Holkham Hall, Norfolk, part 1 The seat of the Earl of Leicester
HOLKHAM HALL is one of those rare buildings that seems to embody the spirit of the age in which it was created. Its outward appearance, set in spreading parkland, answers the popular ideal of a great nobleman's seat. So, too, does the sumptuous interior, which not only preserves most of its original collections and furnishings, but much associated documentation. Added to which, exemplary recent stewardship of the house means that there are few places a modern visitor can get so close to the realities of life on the grand scale in 18th-century Britain.
Such riches have, naturally, attracted a great deal of scholarly attention, not least by figures such as John Cornforth, former Architectural Editor of COUNTRY LIFE, and, more recently, by the former archivist of the house, Christine Hiskey, in her own magisterial history titled simply Holkham (2016). This pair of articles draws heavily on such work, but it also seeks to stand back from it and, with the help of new photography, offer a short, fresh overview of the story by which this familiar and celebrated building came into being.
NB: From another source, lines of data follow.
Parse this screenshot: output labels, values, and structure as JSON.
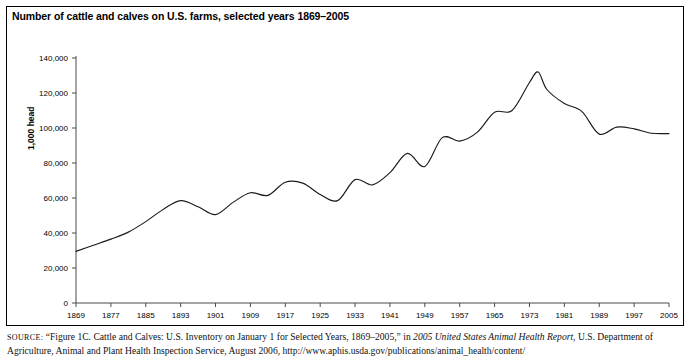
{
  "figure": {
    "title": "Number of cattle and calves on U.S. farms, selected years 1869–2005",
    "y_axis_label": "1,000 head",
    "source_prefix": "SOURCE:",
    "source_part1": " “Figure 1C. Cattle and Calves: U.S. Inventory on January 1 for Selected Years, 1869–2005,” in ",
    "source_italic": "2005 United States Animal Health Report",
    "source_part2": ", U.S. Department of Agriculture, Animal and Plant Health Inspection Service, August 2006, http://www.aphis.usda.gov/publications/animal_health/content/"
  },
  "chart_data": {
    "type": "line",
    "title": "Number of cattle and calves on U.S. farms, selected years 1869–2005",
    "xlabel": "",
    "ylabel": "1,000 head",
    "xlim": [
      1869,
      2005
    ],
    "ylim": [
      0,
      140000
    ],
    "grid": false,
    "legend": "none",
    "line_color": "#1a1a1a",
    "xticks": [
      1869,
      1877,
      1885,
      1893,
      1901,
      1909,
      1917,
      1925,
      1933,
      1941,
      1949,
      1957,
      1965,
      1973,
      1981,
      1989,
      1997,
      2005
    ],
    "xtick_labels": [
      "1869",
      "1877",
      "1885",
      "1893",
      "1901",
      "1909",
      "1917",
      "1925",
      "1933",
      "1941",
      "1949",
      "1957",
      "1965",
      "1973",
      "1981",
      "1989",
      "1997",
      "2005"
    ],
    "yticks": [
      0,
      20000,
      40000,
      60000,
      80000,
      100000,
      120000,
      140000
    ],
    "ytick_labels": [
      "0",
      "20,000",
      "40,000",
      "60,000",
      "80,000",
      "100,000",
      "120,000",
      "140,000"
    ],
    "series": [
      {
        "name": "Cattle and calves on U.S. farms",
        "x": [
          1869,
          1873,
          1877,
          1881,
          1885,
          1889,
          1893,
          1897,
          1901,
          1905,
          1909,
          1913,
          1917,
          1921,
          1925,
          1929,
          1933,
          1937,
          1941,
          1945,
          1949,
          1953,
          1957,
          1961,
          1965,
          1969,
          1973,
          1975,
          1977,
          1981,
          1985,
          1989,
          1993,
          1997,
          2001,
          2005
        ],
        "y": [
          29500,
          33000,
          36500,
          40500,
          46500,
          53500,
          58500,
          55000,
          50500,
          57500,
          63000,
          61500,
          69000,
          68500,
          62000,
          58500,
          70500,
          67500,
          74500,
          85500,
          78000,
          94500,
          92500,
          97500,
          109000,
          110000,
          126000,
          132000,
          122000,
          114000,
          109500,
          96500,
          100500,
          99500,
          97000,
          96800
        ],
        "smoothed": true
      }
    ],
    "annotations": []
  }
}
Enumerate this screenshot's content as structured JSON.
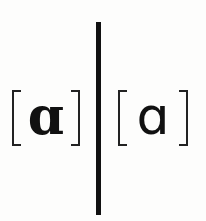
{
  "diagram": {
    "left": {
      "open_bracket": "[",
      "symbol": "ɑ",
      "close_bracket": "]",
      "weight": "bold"
    },
    "right": {
      "open_bracket": "[",
      "symbol": "ɑ",
      "close_bracket": "]",
      "weight": "regular"
    },
    "colors": {
      "background": "#fdfdfc",
      "ink": "#111111"
    }
  }
}
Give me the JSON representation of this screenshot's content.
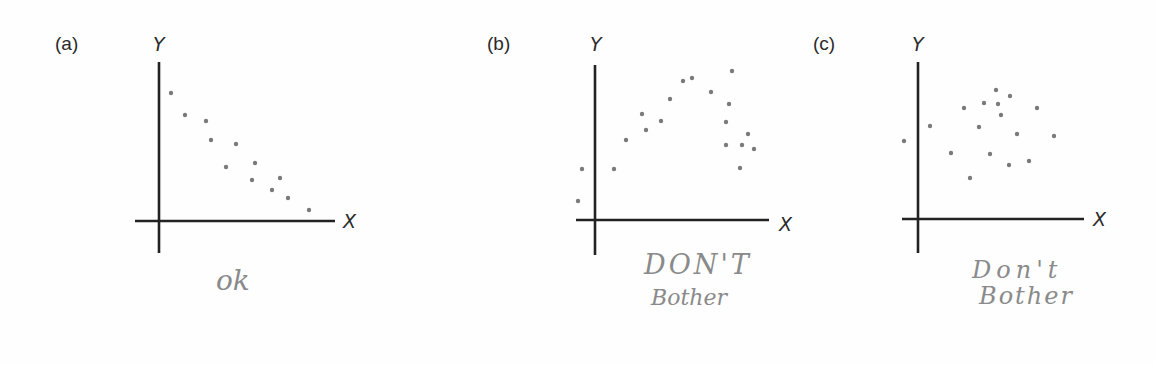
{
  "chart_data": [
    {
      "type": "scatter",
      "panel": "(a)",
      "xlabel": "X",
      "ylabel": "Y",
      "annotation": "ok",
      "grid": false,
      "ticks": false,
      "description": "Strong negative linear relationship",
      "origin_px": [
        159,
        221
      ],
      "points_px": [
        [
          171,
          93
        ],
        [
          185,
          115
        ],
        [
          206,
          121
        ],
        [
          211,
          140
        ],
        [
          236,
          144
        ],
        [
          226,
          167
        ],
        [
          255,
          163
        ],
        [
          252,
          180
        ],
        [
          280,
          178
        ],
        [
          272,
          190
        ],
        [
          288,
          198
        ],
        [
          309,
          210
        ]
      ],
      "points": [
        [
          0.6,
          6.4
        ],
        [
          1.3,
          5.3
        ],
        [
          2.35,
          5.0
        ],
        [
          2.6,
          4.05
        ],
        [
          3.85,
          3.85
        ],
        [
          3.35,
          2.7
        ],
        [
          4.8,
          2.9
        ],
        [
          4.65,
          2.05
        ],
        [
          6.05,
          2.15
        ],
        [
          5.65,
          1.55
        ],
        [
          6.45,
          1.15
        ],
        [
          7.5,
          0.55
        ]
      ]
    },
    {
      "type": "scatter",
      "panel": "(b)",
      "xlabel": "X",
      "ylabel": "Y",
      "annotation": "Don't Bother",
      "grid": false,
      "ticks": false,
      "description": "Curvilinear (inverted-U) relationship",
      "origin_px": [
        595,
        220
      ],
      "points_px": [
        [
          578,
          201
        ],
        [
          582,
          169
        ],
        [
          614,
          169
        ],
        [
          626,
          140
        ],
        [
          642,
          114
        ],
        [
          646,
          130
        ],
        [
          661,
          121
        ],
        [
          670,
          99
        ],
        [
          683,
          81
        ],
        [
          692,
          78
        ],
        [
          711,
          92
        ],
        [
          732,
          71
        ],
        [
          729,
          104
        ],
        [
          726,
          122
        ],
        [
          726,
          145
        ],
        [
          748,
          134
        ],
        [
          742,
          145
        ],
        [
          754,
          149
        ],
        [
          740,
          168
        ]
      ],
      "points": [
        [
          -0.85,
          0.95
        ],
        [
          -0.65,
          2.55
        ],
        [
          0.95,
          2.55
        ],
        [
          1.55,
          4.0
        ],
        [
          2.35,
          5.3
        ],
        [
          2.55,
          4.5
        ],
        [
          3.3,
          4.95
        ],
        [
          3.75,
          6.05
        ],
        [
          4.4,
          6.95
        ],
        [
          4.85,
          7.1
        ],
        [
          5.8,
          6.4
        ],
        [
          6.85,
          7.45
        ],
        [
          6.7,
          5.8
        ],
        [
          6.55,
          4.9
        ],
        [
          6.55,
          3.75
        ],
        [
          7.65,
          4.3
        ],
        [
          7.35,
          3.75
        ],
        [
          7.95,
          3.55
        ],
        [
          7.25,
          2.6
        ]
      ]
    },
    {
      "type": "scatter",
      "panel": "(c)",
      "xlabel": "X",
      "ylabel": "Y",
      "annotation": "Don't Bother",
      "grid": false,
      "ticks": false,
      "description": "No apparent relationship",
      "origin_px": [
        918,
        219
      ],
      "points_px": [
        [
          904,
          141
        ],
        [
          930,
          126
        ],
        [
          951,
          153
        ],
        [
          970,
          178
        ],
        [
          964,
          108
        ],
        [
          979,
          127
        ],
        [
          984,
          103
        ],
        [
          990,
          154
        ],
        [
          996,
          90
        ],
        [
          998,
          104
        ],
        [
          1001,
          115
        ],
        [
          1010,
          96
        ],
        [
          1009,
          165
        ],
        [
          1017,
          134
        ],
        [
          1029,
          161
        ],
        [
          1037,
          108
        ],
        [
          1054,
          136
        ]
      ],
      "points": [
        [
          -0.7,
          3.9
        ],
        [
          0.6,
          4.65
        ],
        [
          1.65,
          3.3
        ],
        [
          2.6,
          2.05
        ],
        [
          2.3,
          5.55
        ],
        [
          3.05,
          4.6
        ],
        [
          3.3,
          5.8
        ],
        [
          3.6,
          3.25
        ],
        [
          3.9,
          6.45
        ],
        [
          4.0,
          5.75
        ],
        [
          4.15,
          5.2
        ],
        [
          4.6,
          6.15
        ],
        [
          4.55,
          2.7
        ],
        [
          4.95,
          4.25
        ],
        [
          5.55,
          2.9
        ],
        [
          5.95,
          5.55
        ],
        [
          6.8,
          4.15
        ]
      ]
    }
  ],
  "panels": {
    "a": {
      "label": "(a)",
      "x_axis": "X",
      "y_axis": "Y",
      "note": "ok"
    },
    "b": {
      "label": "(b)",
      "x_axis": "X",
      "y_axis": "Y",
      "note_line1": "DON'T",
      "note_line2": "Bother"
    },
    "c": {
      "label": "(c)",
      "x_axis": "X",
      "y_axis": "Y",
      "note_line1": "Don't",
      "note_line2": "Bother"
    }
  },
  "colors": {
    "axis": "#222222",
    "point": "#7a7a7a",
    "text": "#2a2a2a",
    "handwriting": "#8a8a8a"
  }
}
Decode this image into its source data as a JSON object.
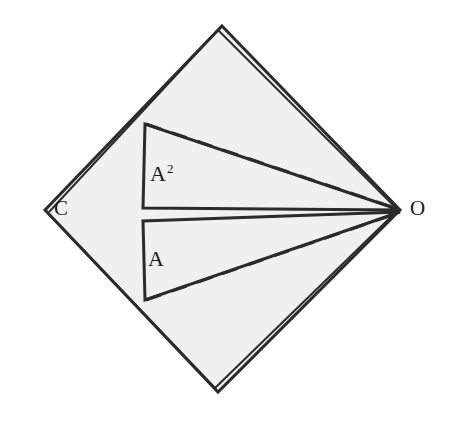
{
  "figure": {
    "background_color": "#ffffff",
    "fill_color": "#f0f0f0",
    "stroke_color": "#2b2b2b",
    "canvas": {
      "width": 450,
      "height": 425
    }
  },
  "vertices": [
    {
      "name": "top",
      "label": "",
      "x": 222,
      "y": 26
    },
    {
      "name": "right",
      "label": "O",
      "x": 400,
      "y": 210
    },
    {
      "name": "bottom",
      "label": "",
      "x": 218,
      "y": 392
    },
    {
      "name": "left",
      "label": "C",
      "x": 45,
      "y": 210
    }
  ],
  "labels": {
    "vertex_left": "C",
    "vertex_right": "O",
    "region_upper_base": "A",
    "region_upper_exponent": "2",
    "region_lower": "A"
  },
  "shapes": {
    "rhombus": {
      "name": "outer-rhombus",
      "points": "222,26 400,210 218,392 45,210",
      "fill": "#f0f0f0",
      "stroke": "#2b2b2b"
    },
    "upper_triangle": {
      "name": "upper-triangle-A-squared",
      "apex": {
        "x": 145,
        "y": 124
      },
      "corner": {
        "x": 143,
        "y": 208
      },
      "tip": {
        "x": 400,
        "y": 210
      },
      "points": "145,124 143,208 400,210"
    },
    "lower_triangle": {
      "name": "lower-triangle-A",
      "corner": {
        "x": 143,
        "y": 221
      },
      "base": {
        "x": 145,
        "y": 300
      },
      "tip": {
        "x": 400,
        "y": 212
      },
      "points": "143,221 145,300 400,212"
    }
  },
  "dashed_lines": [
    {
      "name": "upper-dashed-apex-to-O",
      "x1": 146,
      "y1": 124,
      "x2": 398,
      "y2": 209
    },
    {
      "name": "lower-dashed-base-to-O",
      "x1": 146,
      "y1": 300,
      "x2": 398,
      "y2": 213
    }
  ]
}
The present hall is the creation of Thomas Coke, the eldest of five children born into a prosperous gentry family in 1697. Shortly before his 10th birthday Thomas was left as an orphan and his considerable inheritance passed into the guardianship of four relatives. His patrimony was substantially derived from the estate amassed five generations earlier by the notable lawyer and politician Sir Edward Coke (1552-1634). It included a concentration of property in north Norfolk, with a house at Holkham, but also land across the wider kingdom from Staffordshire to Kent.